Tissue and blood bank for cancers in people with HIV
AIDS and Cancer Specimen Resource (ACSR)
This program collects and shares tissue, blood, and other samples to help researchers improve prevention and treatment of cancers that affect people living with HIV.
Quick facts
| Grant type | NIH-funded research |
|---|---|
| Study type | NIH-funded research |
| Funding institution | George Washington University NIH-funded |
| Lab location | 1 site (Washington, United States) |
| Project ID | NIH-11417050 on NIH RePORTER |
What this research studies
This program stores and manages tissue, blood, and other biospecimens from people with HIV and HIV-associated cancers. It currently holds samples from more than 20,000 individuals and sends specimens to qualified researchers after an application process. The resource supports an international network of clinical sites and helps supply material for trials of new cancer treatments for people with HIV, while following strict quality and privacy standards. As a patient, you could donate samples at participating sites or benefit from research that uses these specimens.
Who could benefit from this research
Good fit: Adults living with HIV, especially those who have or have had HIV-associated cancers, are the most suitable candidates to donate samples or take part in linked studies.
Not a fit: People without HIV and children under 21 are unlikely to be eligible to donate or to receive direct benefit from this resource.
Why it matters
Potential benefit: If successful, the resource could speed up discoveries about HIV-related cancers and help bring safer, more effective treatments to people with HIV.
How similar studies have performed: Biobanks and specimen repositories have a strong track record of enabling discoveries and clinical trials, and this resource has already provided materials to dozens of institutions and networks.
Where this research is happening
Washington, United States
- George Washington University — Washington, United States (Active)
Researchers
- Principal investigator: Bethony, Jeffrey Michael — George Washington University
- Study coordinator: Bethony, Jeffrey Michael
About this research
- This is an active NIH-funded research project — typically early-stage science, not a clinical trial accepting patient enrollment.
- Some NIH-funded labs run parallel clinical studies or seek volunteers for related work. To check, contact the principal investigator or institution listed above.
- For full project details, budget, and progress reports, visit the official NIH RePORTER page below.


> WHAT THE TASK ASKS: Please repeat exactly the lines from the one containing "Image is 868x415 pixels." through the last line of the records below, both included, and leave out any pictures.

> GIVEN DATA:
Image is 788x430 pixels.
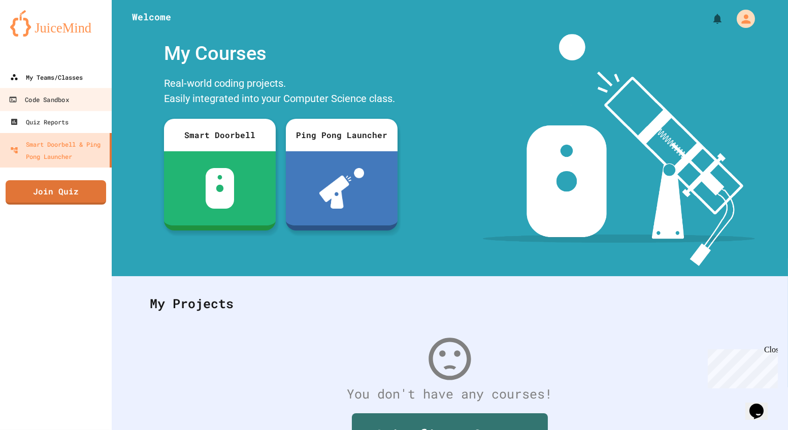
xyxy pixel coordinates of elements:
div: Smart Doorbell & Ping Pong Launcher [10,138,106,163]
div: Code Sandbox [9,93,69,106]
img: sdb-white.svg [206,168,235,209]
div: My Courses [159,34,403,73]
div: My Account [726,7,758,30]
div: You don't have any courses! [140,384,760,404]
img: banner-image-my-projects.png [483,34,755,266]
img: ppl-with-ball.png [319,168,365,209]
a: Join Quiz [6,180,106,205]
div: Smart Doorbell [164,119,276,151]
div: Ping Pong Launcher [286,119,398,151]
div: My Projects [140,284,760,324]
img: logo-orange.svg [10,10,102,37]
iframe: chat widget [746,390,778,420]
div: Real-world coding projects. Easily integrated into your Computer Science class. [159,73,403,111]
div: Chat with us now!Close [4,4,70,65]
div: My Teams/Classes [10,71,83,83]
div: My Notifications [693,10,726,27]
iframe: chat widget [704,345,778,389]
div: Quiz Reports [10,116,69,128]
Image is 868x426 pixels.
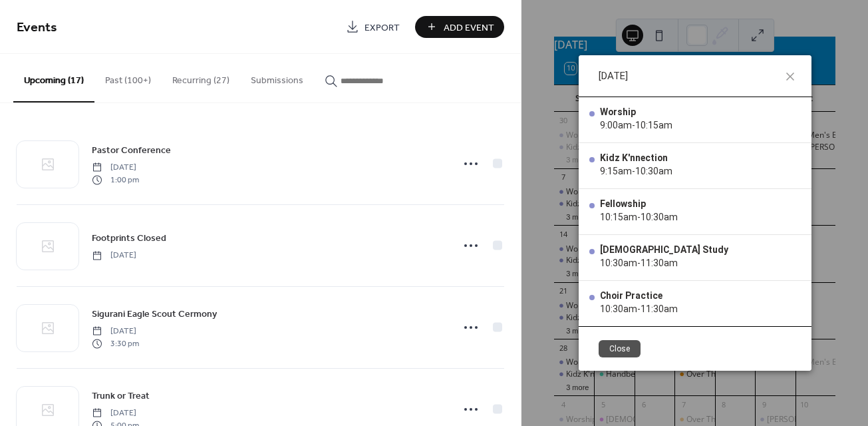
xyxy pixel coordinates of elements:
button: Recurring (27) [162,54,240,101]
span: - [631,120,635,130]
span: 1:00 pm [92,173,139,186]
span: 10:15am [600,212,637,222]
span: 9:00am [600,120,631,130]
span: 3:30 pm [92,338,139,349]
div: [DEMOGRAPHIC_DATA] Study [600,244,728,255]
a: Sigurani Eagle Scout Cermony [92,306,217,322]
button: Upcoming (17) [13,54,95,103]
span: Footprints Closed [92,231,166,246]
div: Worship [600,106,672,117]
button: Add Event [415,16,504,38]
span: Trunk or Treat [92,389,150,403]
span: 10:30am [600,304,637,313]
a: Trunk or Treat [92,388,150,403]
span: [DATE] [92,325,139,338]
span: 10:30am [600,257,637,268]
div: Kidz K'nnection [600,153,672,163]
button: Past (100+) [95,54,162,101]
span: 10:30am [635,165,672,176]
span: 10:15am [635,120,672,130]
span: Export [364,21,400,35]
div: Choir Practice [600,290,678,301]
span: [DATE] [92,407,139,419]
a: Pastor Conference [92,142,171,157]
span: 10:30am [640,212,678,222]
span: - [637,257,640,268]
span: [DATE] [598,69,628,84]
a: Export [336,16,410,38]
button: Close [598,340,640,357]
div: Fellowship [600,198,678,209]
button: Submissions [240,54,313,101]
span: 11:30am [640,257,678,268]
span: Add Event [444,21,494,35]
span: Pastor Conference [92,144,171,157]
span: [DATE] [92,162,139,173]
a: Footprints Closed [92,230,166,246]
span: - [631,165,635,176]
span: - [637,304,640,313]
span: 11:30am [640,304,678,313]
span: Sigurani Eagle Scout Cermony [92,307,217,322]
span: 9:15am [600,165,631,176]
span: [DATE] [92,249,137,262]
span: Events [17,14,57,40]
span: - [637,212,640,222]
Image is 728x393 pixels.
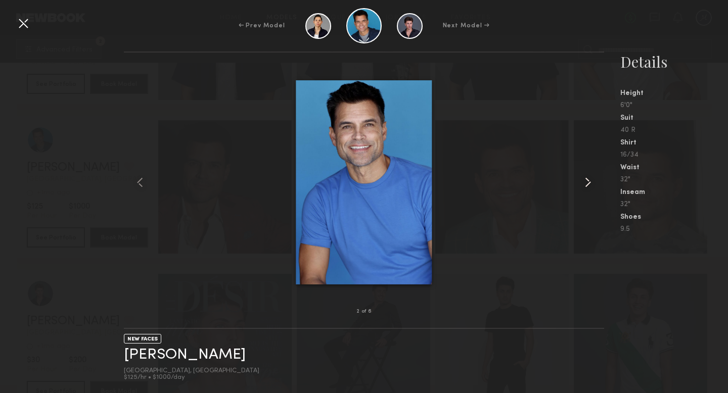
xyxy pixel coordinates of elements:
[620,102,728,109] div: 6'0"
[620,90,728,97] div: Height
[620,52,728,72] div: Details
[620,115,728,122] div: Suit
[620,152,728,159] div: 16/34
[620,176,728,184] div: 32"
[620,214,728,221] div: Shoes
[239,21,285,30] div: ← Prev Model
[356,309,372,315] div: 2 of 6
[124,368,259,375] div: [GEOGRAPHIC_DATA], [GEOGRAPHIC_DATA]
[620,164,728,171] div: Waist
[124,334,161,344] div: NEW FACES
[443,21,490,30] div: Next Model →
[620,226,728,233] div: 9.5
[620,189,728,196] div: Inseam
[620,201,728,208] div: 32"
[620,140,728,147] div: Shirt
[620,127,728,134] div: 40 R
[124,375,259,381] div: $125/hr • $1000/day
[124,347,246,363] a: [PERSON_NAME]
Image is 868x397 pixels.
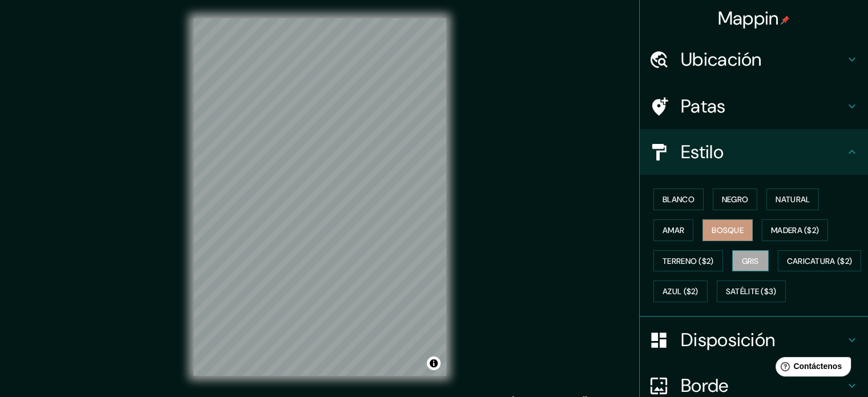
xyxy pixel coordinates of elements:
font: Madera ($2) [771,225,819,236]
font: Mappin [718,6,779,30]
button: Gris [732,250,769,272]
div: Ubicación [639,37,868,82]
font: Natural [775,194,809,204]
font: Blanco [663,194,695,204]
font: Patas [681,94,726,118]
img: pin-icon.png [780,16,790,25]
button: Negro [713,189,758,210]
font: Azul ($2) [663,287,699,297]
font: Negro [722,194,748,204]
font: Caricatura ($2) [787,256,852,266]
font: Satélite ($3) [726,287,776,297]
button: Caricatura ($2) [778,250,861,272]
font: Bosque [712,225,744,236]
font: Disposición [681,328,775,352]
button: Bosque [702,219,752,241]
font: Ubicación [681,48,762,72]
font: Gris [741,256,758,266]
button: Amar [653,219,693,241]
button: Azul ($2) [653,281,707,302]
div: Estilo [639,129,868,175]
font: Estilo [681,140,723,164]
iframe: Lanzador de widgets de ayuda [766,352,855,384]
button: Satélite ($3) [716,281,786,302]
button: Activar o desactivar atribución [427,356,440,370]
canvas: Mapa [193,18,446,376]
button: Natural [766,189,819,210]
div: Disposición [639,317,868,363]
div: Patas [639,83,868,129]
font: Amar [663,225,684,236]
button: Blanco [653,189,703,210]
button: Terreno ($2) [653,250,723,272]
button: Madera ($2) [762,219,828,241]
font: Terreno ($2) [663,256,714,266]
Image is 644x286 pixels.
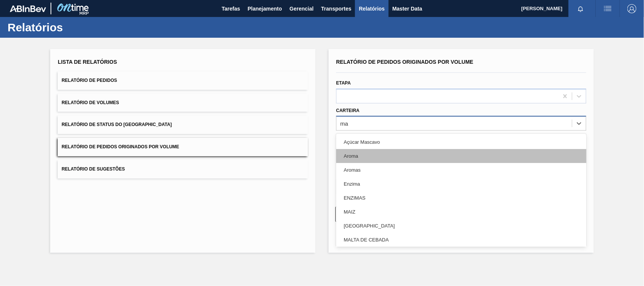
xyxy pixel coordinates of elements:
[290,4,314,13] span: Gerencial
[336,163,586,177] div: Aromas
[336,205,586,219] div: MAIZ
[336,80,351,86] label: Etapa
[61,144,179,149] span: Relatório de Pedidos Originados por Volume
[61,100,119,105] span: Relatório de Volumes
[336,233,586,247] div: MALTA DE CEBADA
[335,207,457,222] button: Limpar
[359,4,384,13] span: Relatórios
[336,177,586,191] div: Enzima
[7,23,142,32] h1: Relatórios
[568,3,592,14] button: Notificações
[58,116,308,134] button: Relatório de Status do [GEOGRAPHIC_DATA]
[336,135,586,149] div: Açúcar Mascavo
[248,4,282,13] span: Planejamento
[58,138,308,156] button: Relatório de Pedidos Originados por Volume
[627,4,636,13] img: Logout
[336,149,586,163] div: Aroma
[61,166,125,172] span: Relatório de Sugestões
[336,59,473,65] span: Relatório de Pedidos Originados por Volume
[58,93,308,112] button: Relatório de Volumes
[10,5,46,12] img: TNhmsLtSVTkK8tSr43FrP2fwEKptu5GPRR3wAAAABJRU5ErkJggg==
[392,4,422,13] span: Master Data
[61,122,172,127] span: Relatório de Status do [GEOGRAPHIC_DATA]
[336,219,586,233] div: [GEOGRAPHIC_DATA]
[58,59,117,65] span: Lista de Relatórios
[222,4,240,13] span: Tarefas
[336,191,586,205] div: ENZIMAS
[61,78,117,83] span: Relatório de Pedidos
[321,4,351,13] span: Transportes
[336,108,359,113] label: Carteira
[58,160,308,178] button: Relatório de Sugestões
[58,71,308,90] button: Relatório de Pedidos
[603,4,612,13] img: userActions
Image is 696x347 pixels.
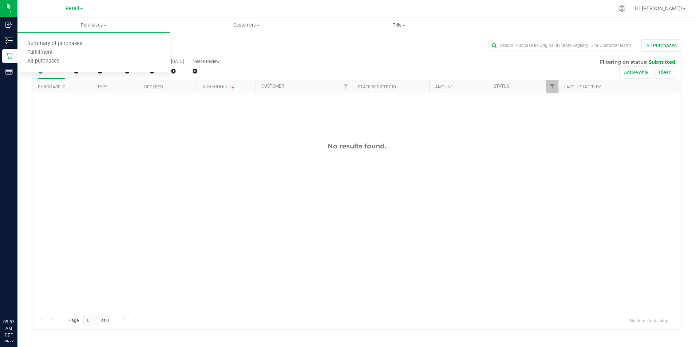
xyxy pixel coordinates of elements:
[358,84,396,90] a: State Registry ID
[21,288,30,297] iframe: Resource center unread badge
[171,67,184,75] div: 0
[635,5,682,11] span: Hi, [PERSON_NAME]!
[32,142,681,150] div: No results found.
[97,84,108,90] a: Type
[5,37,13,44] inline-svg: Inventory
[340,80,352,93] a: Filter
[17,41,92,47] span: Summary of purchases
[261,84,284,89] a: Customer
[5,21,13,28] inline-svg: Inbound
[66,5,79,12] span: Retail
[654,66,675,79] button: Clear
[17,50,63,56] span: Fulfillment
[193,67,220,75] div: 0
[193,59,220,64] div: Needs Review
[435,84,453,90] a: Amount
[489,40,634,51] input: Search Purchase ID, Original ID, State Registry ID or Customer Name...
[5,68,13,75] inline-svg: Reports
[600,59,647,65] span: Filtering on status:
[17,17,170,33] a: Purchases Summary of purchases Fulfillment All purchases
[17,58,69,64] span: All purchases
[323,17,476,33] a: Tills
[649,59,675,65] span: Submitted
[17,22,170,28] span: Purchases
[642,39,682,52] button: All Purchases
[624,315,674,326] span: No items to display
[203,84,236,89] a: Scheduled
[618,5,627,12] div: Manage settings
[3,339,14,344] p: 08/22
[170,22,322,28] span: Customers
[494,84,509,89] a: Status
[323,22,475,28] span: Tills
[619,66,653,79] button: Active only
[564,84,601,90] a: Last Updated By
[38,84,66,90] a: Purchase ID
[7,289,29,311] iframe: Resource center
[144,84,163,90] a: Ordered
[170,17,323,33] a: Customers
[5,52,13,60] inline-svg: Retail
[171,59,184,64] div: [DATE]
[62,315,115,327] span: Page of 0
[546,80,558,93] a: Filter
[3,319,14,339] p: 09:57 AM CDT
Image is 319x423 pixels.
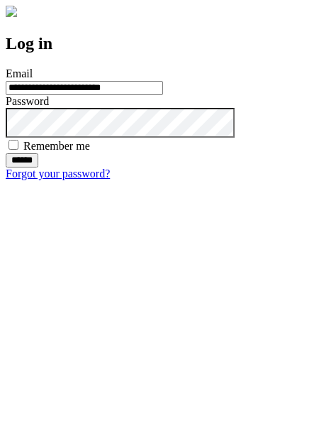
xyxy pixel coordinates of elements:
h2: Log in [6,34,313,53]
label: Remember me [23,140,90,152]
img: logo-4e3dc11c47720685a147b03b5a06dd966a58ff35d612b21f08c02c0306f2b779.png [6,6,17,17]
label: Password [6,95,49,107]
a: Forgot your password? [6,167,110,179]
label: Email [6,67,33,79]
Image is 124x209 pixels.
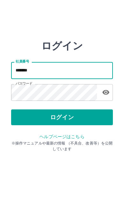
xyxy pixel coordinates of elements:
[11,110,112,125] button: ログイン
[41,40,83,52] h2: ログイン
[16,81,32,86] label: パスワード
[16,59,29,64] label: 社員番号
[11,141,112,152] p: ※操作マニュアルや最新の情報 （不具合、改善等）を公開しています
[39,134,84,139] a: ヘルプページはこちら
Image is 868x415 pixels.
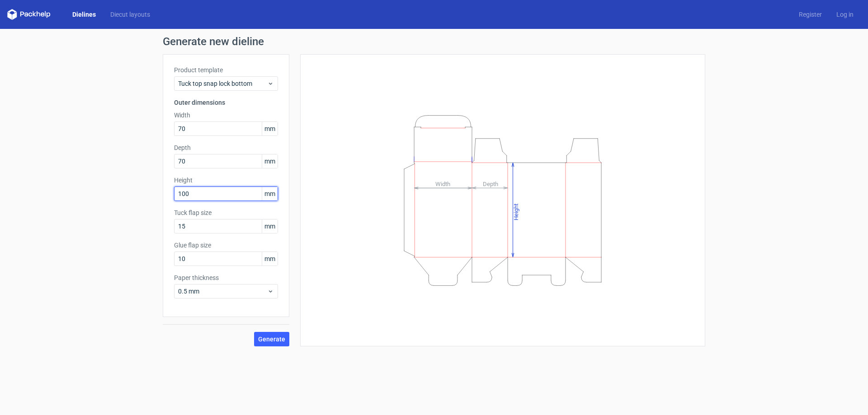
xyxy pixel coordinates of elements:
[435,180,450,187] tspan: Width
[792,10,830,19] a: Register
[483,180,498,187] tspan: Depth
[258,336,285,342] span: Generate
[261,187,277,200] span: mm
[174,274,278,282] label: Paper thickness
[174,98,278,107] h3: Outer dimensions
[830,10,861,19] a: Log in
[174,241,278,250] label: Glue flap size
[261,155,277,168] span: mm
[174,65,278,75] label: Product template
[513,203,519,220] tspan: Height
[254,332,289,346] button: Generate
[261,220,277,233] span: mm
[178,287,267,296] span: 0.5 mm
[163,36,705,47] h1: Generate new dieline
[261,252,277,266] span: mm
[65,10,103,19] a: Dielines
[174,208,278,217] label: Tuck flap size
[174,176,278,185] label: Height
[261,122,277,136] span: mm
[178,79,267,88] span: Tuck top snap lock bottom
[103,10,158,19] a: Diecut layouts
[174,111,278,120] label: Width
[174,143,278,152] label: Depth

> EXPECTED ANSWER:
Image is 868x415 pixels.
xyxy pixel coordinates of elements:
[435,180,450,187] tspan: Width
[792,10,830,19] a: Register
[483,180,498,187] tspan: Depth
[258,336,285,342] span: Generate
[261,187,277,200] span: mm
[174,274,278,282] label: Paper thickness
[174,98,278,107] h3: Outer dimensions
[830,10,861,19] a: Log in
[174,241,278,250] label: Glue flap size
[261,155,277,168] span: mm
[174,65,278,75] label: Product template
[513,203,519,220] tspan: Height
[254,332,289,346] button: Generate
[261,220,277,233] span: mm
[178,287,267,296] span: 0.5 mm
[163,36,705,47] h1: Generate new dieline
[261,252,277,266] span: mm
[65,10,103,19] a: Dielines
[174,208,278,217] label: Tuck flap size
[174,176,278,185] label: Height
[261,122,277,136] span: mm
[178,79,267,88] span: Tuck top snap lock bottom
[103,10,158,19] a: Diecut layouts
[174,111,278,120] label: Width
[174,143,278,152] label: Depth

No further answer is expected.